### [Information shown]
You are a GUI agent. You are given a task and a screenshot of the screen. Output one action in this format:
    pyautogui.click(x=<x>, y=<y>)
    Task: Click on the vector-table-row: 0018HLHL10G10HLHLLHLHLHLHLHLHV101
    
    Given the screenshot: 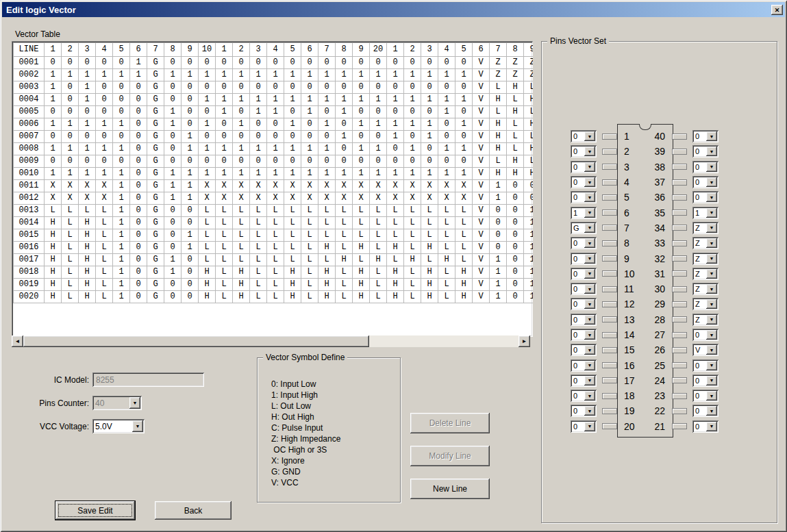 What is the action you would take?
    pyautogui.click(x=274, y=273)
    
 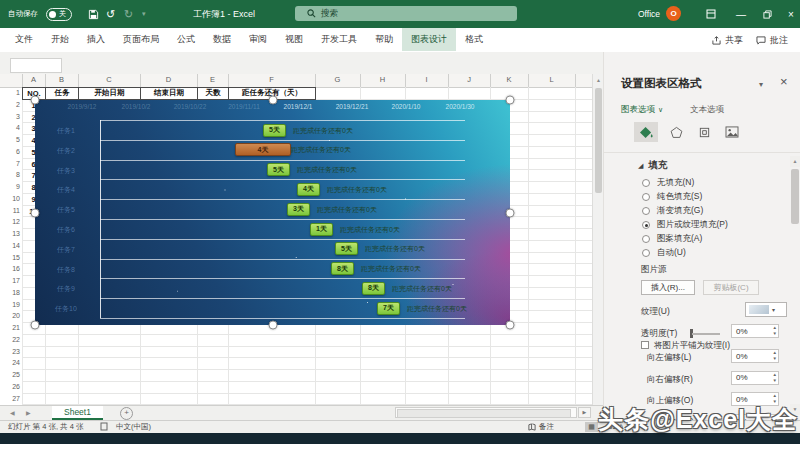 I want to click on language-indicator: 中文(中国), so click(x=134, y=427).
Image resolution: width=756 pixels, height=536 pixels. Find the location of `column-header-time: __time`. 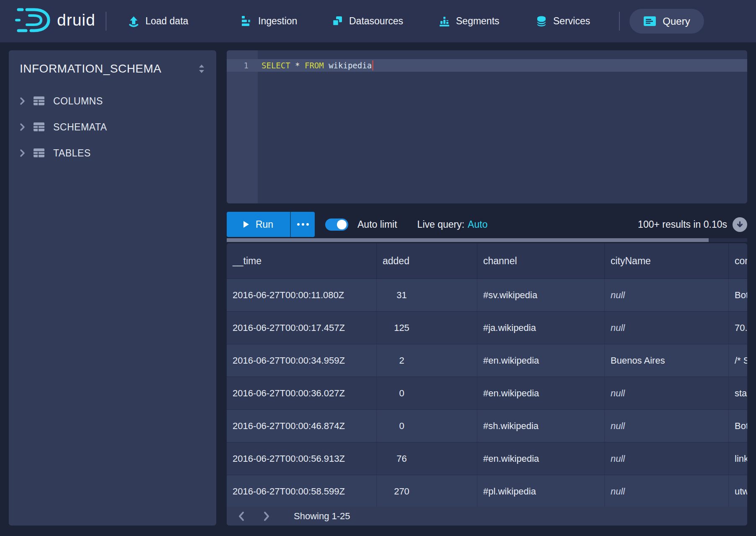

column-header-time: __time is located at coordinates (302, 261).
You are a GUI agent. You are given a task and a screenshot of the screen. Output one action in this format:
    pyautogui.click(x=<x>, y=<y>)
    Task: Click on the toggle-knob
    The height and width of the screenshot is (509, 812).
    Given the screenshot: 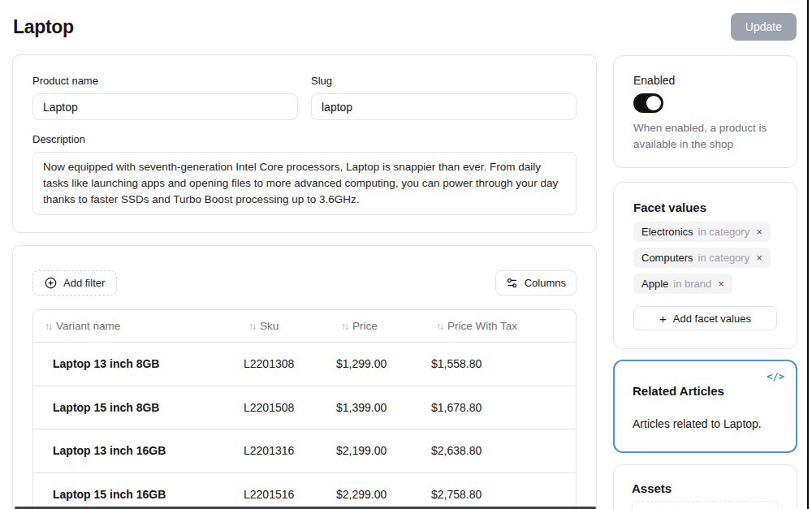 What is the action you would take?
    pyautogui.click(x=654, y=103)
    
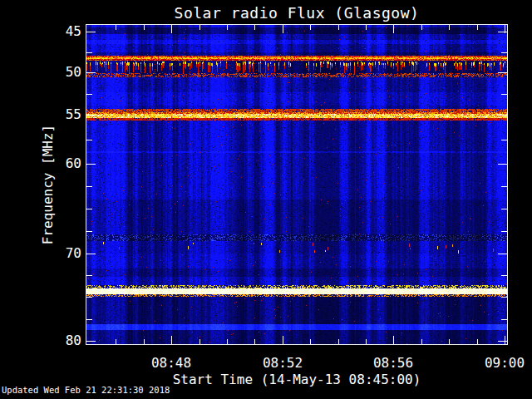 The width and height of the screenshot is (532, 399). Describe the element at coordinates (57, 341) in the screenshot. I see `y-tick-label: 80` at that location.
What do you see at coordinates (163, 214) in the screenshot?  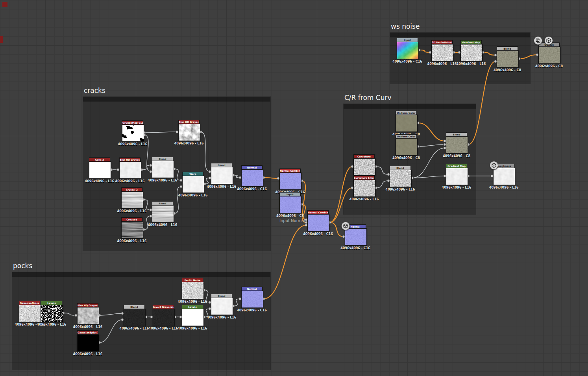 I see `node-cr-blend3: Blend4096x4096 - L16` at bounding box center [163, 214].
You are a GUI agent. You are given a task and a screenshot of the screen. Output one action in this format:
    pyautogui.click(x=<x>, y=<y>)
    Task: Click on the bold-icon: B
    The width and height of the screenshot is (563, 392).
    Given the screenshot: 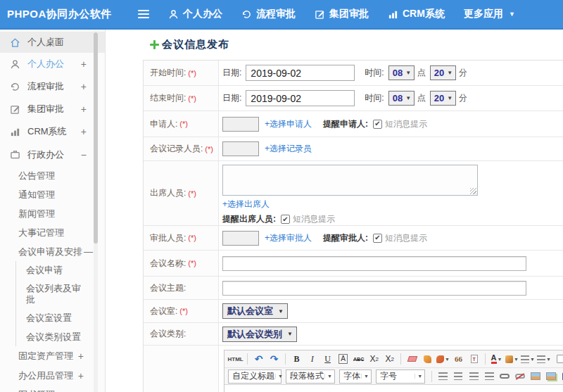 What is the action you would take?
    pyautogui.click(x=297, y=359)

### [What is needed]
Every line from the start of the material above through the line that contains "the vector-table-row: 0018HLHL10G10HLHLLHLHLHLHLHLHV101" must be written out exactly, with both ends included.

### [Reply]
You are a GUI agent. You are given a task and a screenshot of the screen. Output one action in this format:
    pyautogui.click(x=<x>, y=<y>)
    Task: Click on the vector-table-row: 0018HLHL10G10HLHLLHLHLHLHLHLHV101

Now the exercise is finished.